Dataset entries
# # # # # # #

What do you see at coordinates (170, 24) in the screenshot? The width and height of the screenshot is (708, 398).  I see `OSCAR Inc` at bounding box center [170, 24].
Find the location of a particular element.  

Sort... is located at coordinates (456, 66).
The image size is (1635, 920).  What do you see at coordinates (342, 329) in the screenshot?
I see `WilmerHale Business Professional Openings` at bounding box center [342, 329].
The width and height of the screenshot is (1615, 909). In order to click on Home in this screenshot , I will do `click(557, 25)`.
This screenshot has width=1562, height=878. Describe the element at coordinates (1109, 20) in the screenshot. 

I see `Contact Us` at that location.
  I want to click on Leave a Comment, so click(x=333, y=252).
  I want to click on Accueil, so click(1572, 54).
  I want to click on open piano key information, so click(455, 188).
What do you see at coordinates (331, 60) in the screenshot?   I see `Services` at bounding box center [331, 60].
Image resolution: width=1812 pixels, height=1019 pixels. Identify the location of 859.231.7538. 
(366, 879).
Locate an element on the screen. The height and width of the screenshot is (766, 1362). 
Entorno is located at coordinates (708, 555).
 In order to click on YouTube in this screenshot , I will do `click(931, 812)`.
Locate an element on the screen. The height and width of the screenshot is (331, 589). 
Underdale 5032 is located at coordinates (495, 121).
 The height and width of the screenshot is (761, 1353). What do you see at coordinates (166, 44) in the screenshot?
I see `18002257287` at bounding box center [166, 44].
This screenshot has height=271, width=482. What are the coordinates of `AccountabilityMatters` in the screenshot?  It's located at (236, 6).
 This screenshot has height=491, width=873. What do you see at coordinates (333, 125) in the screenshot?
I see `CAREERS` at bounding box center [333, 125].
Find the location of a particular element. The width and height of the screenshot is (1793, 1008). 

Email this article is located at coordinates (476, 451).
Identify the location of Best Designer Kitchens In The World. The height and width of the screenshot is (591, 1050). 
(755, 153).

# # # # # # #

In the answer, include exactly the lines from the line containing "Find the location of a particular element. The" through the end of the data, and nothing else.

Find the location of a particular element. The width and height of the screenshot is (1793, 1008). 

Email this article is located at coordinates (476, 451).
Identify the location of Best Designer Kitchens In The World. The height and width of the screenshot is (591, 1050). 
(755, 153).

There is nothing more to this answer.